The mechanism how this problem got visible was:
I have some page with a bunch of widgets,
widgets are put into a group
some widgets have .top set (using lv_obj_set_top())
I deleted the page (lv_obj_del())
lv_obj_del() starts deleting (recursively) children as they are in child_ll, always remembering the child next to itself in the ll
deleting a focused object invokes refocusing in lv_group.c
when during refocusing focus falls onto an object (let’s call it obj_x) which has .top set, this reorders the ll in question, putting this obj_x to the front of ll
as lv_obj_del() remembers where it left off, it continues cleaning the ll to the end, never returning to its front; thus obj_x won’t be deleted
lv_obj_del then deletes the parent object, thus reference to obj_x is lost, resulting in memory leak and various “funny” effects if e.g. memory is subsequently rewritten with different objects and focusing to obj_x originally resulted in starting an animation.
My fix is:
the entire loop deleting children in lv_obj_del() replaced by call to lv_obj_clean()

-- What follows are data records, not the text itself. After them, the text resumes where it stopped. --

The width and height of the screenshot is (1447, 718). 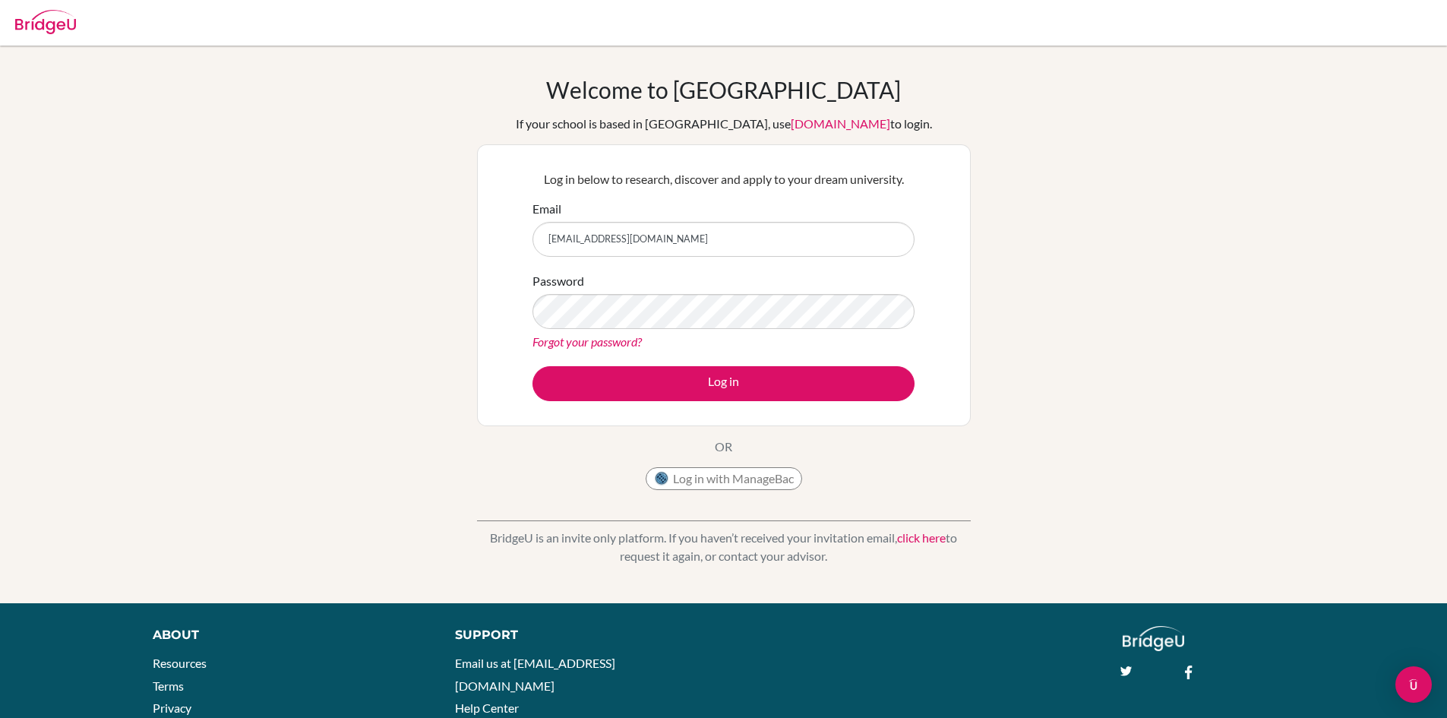 What do you see at coordinates (286, 635) in the screenshot?
I see `div: About` at bounding box center [286, 635].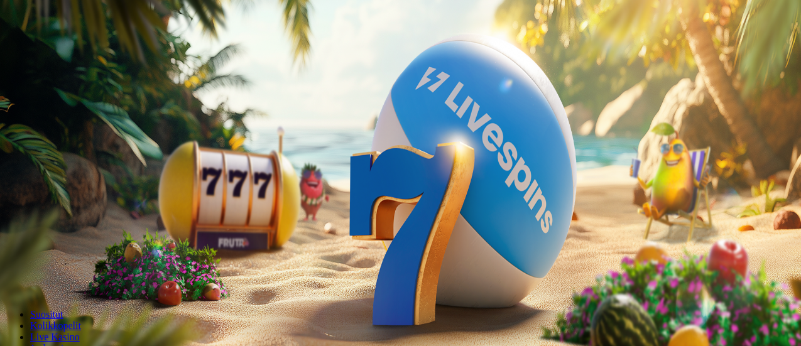 The image size is (801, 346). I want to click on a: Suositut, so click(46, 314).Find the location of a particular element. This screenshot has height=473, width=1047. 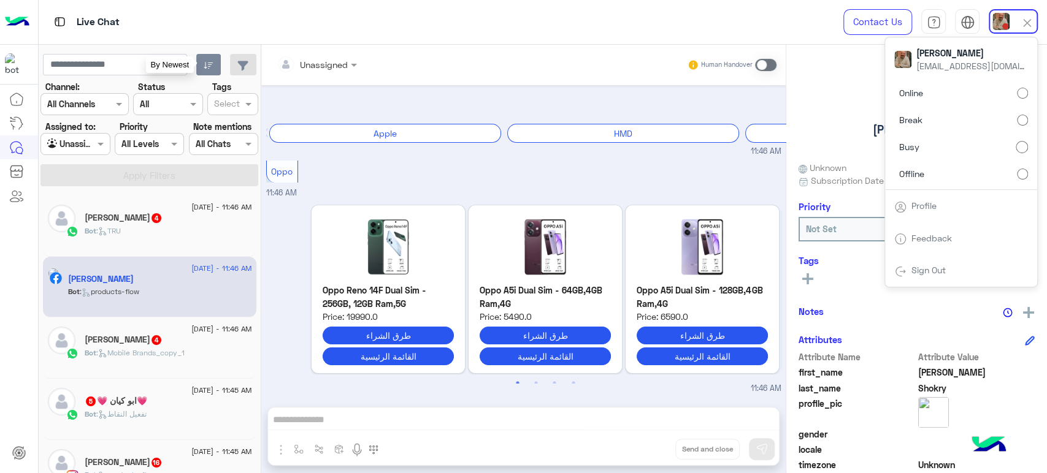

p: Live Chat is located at coordinates (98, 22).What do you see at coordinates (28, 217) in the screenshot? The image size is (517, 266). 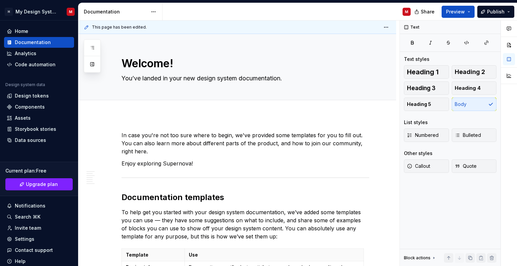 I see `div: Search ⌘K` at bounding box center [28, 217].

Instead of messing up another pull request (I don’t use git, and I don’t use lvgl v7), here’s diff of the proposed change:
diff --git a/../../../bak/lv_obj.c b/lv_obj.c
index 04a0bc1a..5631e114 100644
--- a/../../../bak/lv_obj.c
+++ b/lv_obj.c
@@ -485,13 +485,9 @@ void lv_obj_clean(lv_obj_t * obj)
{
LV_ASSERT_OBJ(obj, LV_OBJX_NAME);
lv_obj_t * child = lv_obj_get_child(obj, NULL);
- lv_obj_t * child_next;
while(child) {
- /* Read the next child before deleting the current
- * because the next couldn't be read from a deleted (invalid) node*/
- child_next = lv_obj_get_child(obj, child);
lv_obj_del(child);
- child = child_next;
+ lv_obj_get_child(obj, NULL);
}
}
@@ -3709,17 +3705,12 @@ static void obj_del_core(lv_obj_t * obj)

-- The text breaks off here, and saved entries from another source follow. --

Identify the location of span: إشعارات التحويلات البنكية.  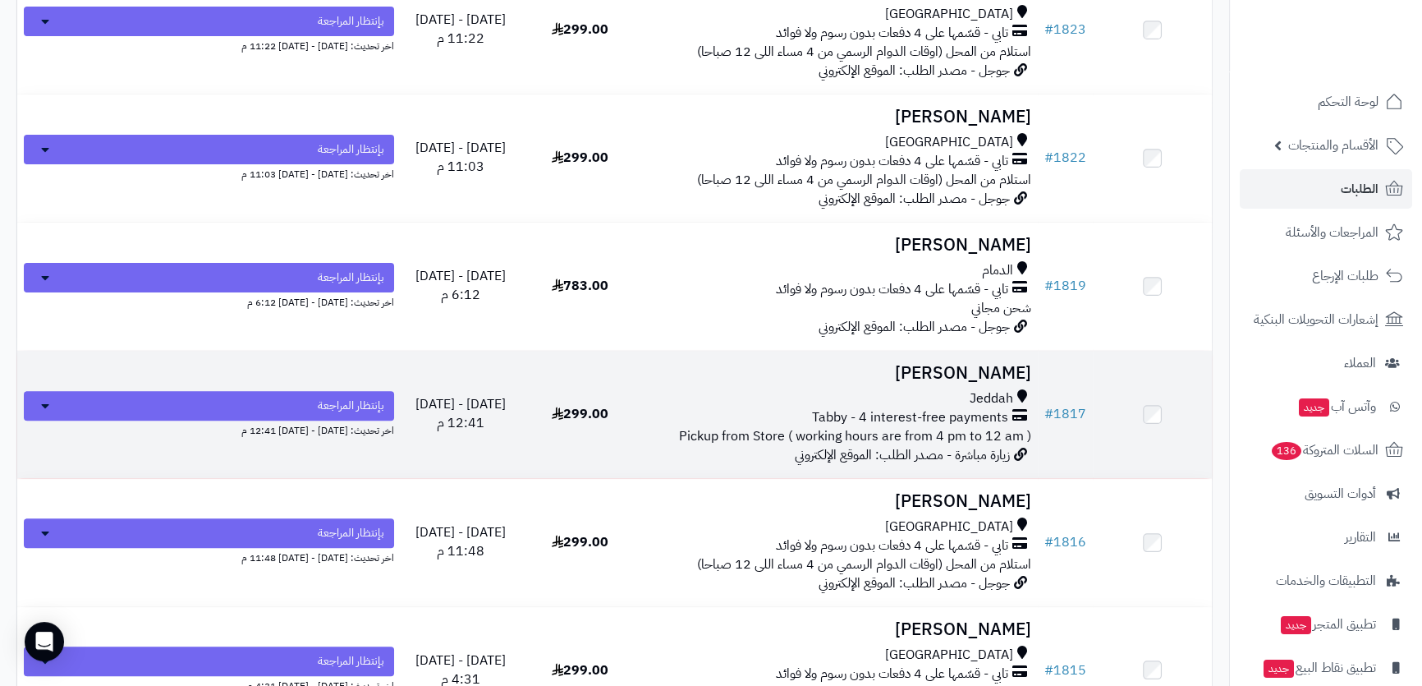
(1316, 319).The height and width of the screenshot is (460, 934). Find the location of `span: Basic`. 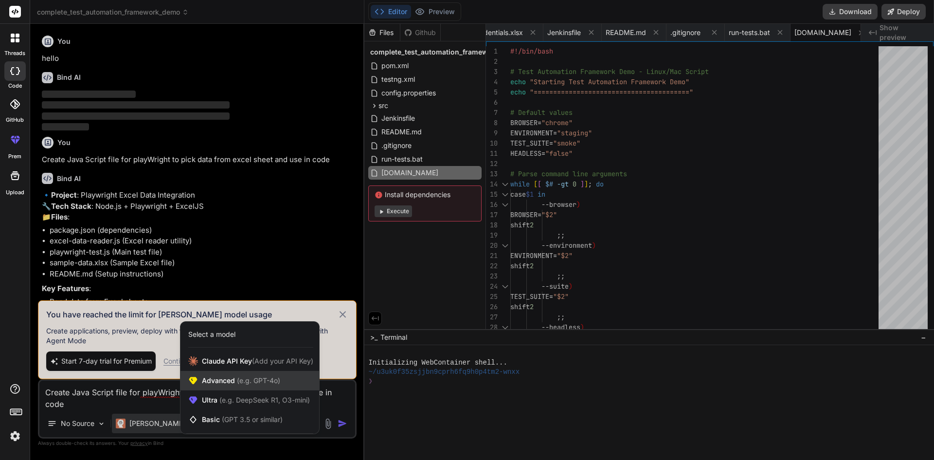

span: Basic is located at coordinates (242, 419).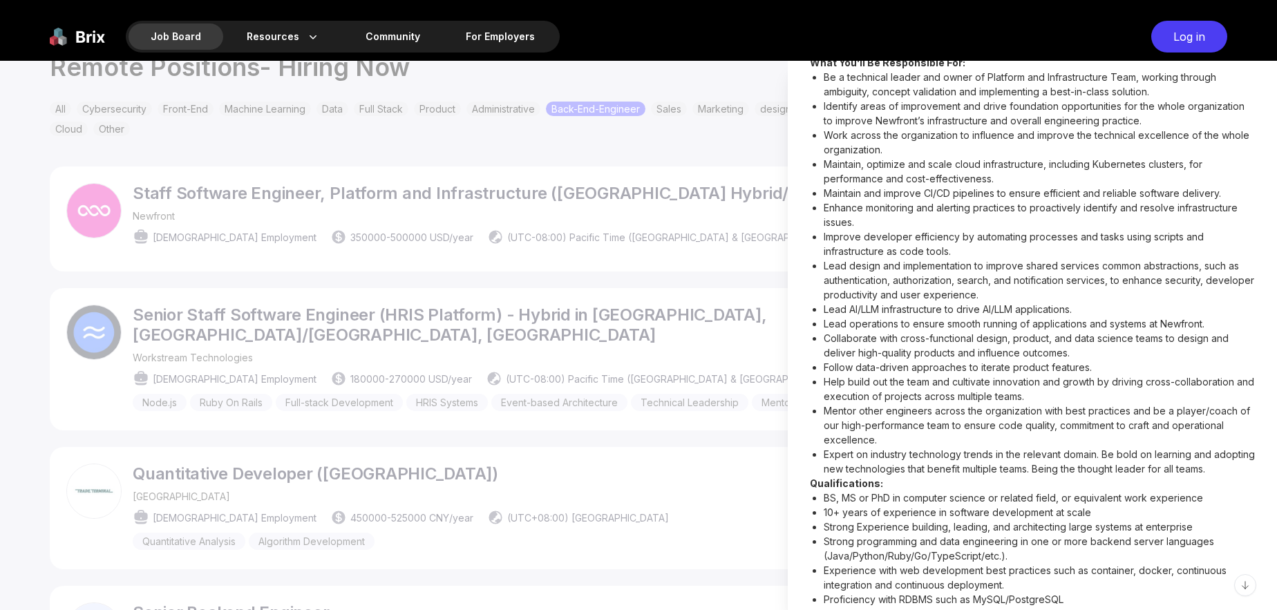 The image size is (1277, 610). What do you see at coordinates (1040, 512) in the screenshot?
I see `li: 10+ years of experience in software development at scale` at bounding box center [1040, 512].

/*Recursively delete the children*/
lv_obj_t * i;
- lv_obj_t * i_next;
i = _lv_ll_get_head(&(obj->child_ll));
while(i != NULL) {
- /*Get the next object before delete this*/
- i_next = _lv_ll_get_next(&(obj->child_ll), i);
-
/*Call the recursive del to the child too*/
obj_del_core(i);
- /*Set i to the next node*/
- i = i_next;
+ i = _lv_ll_get_head(&(obj->child_ll));
}
lv_event_mark_deleted(obj);
The point is, that whatever reordering happens in the children linked list during the delete, head of the linked list should always be available, and systematically deleting the head should be a safe way to delete the whole list.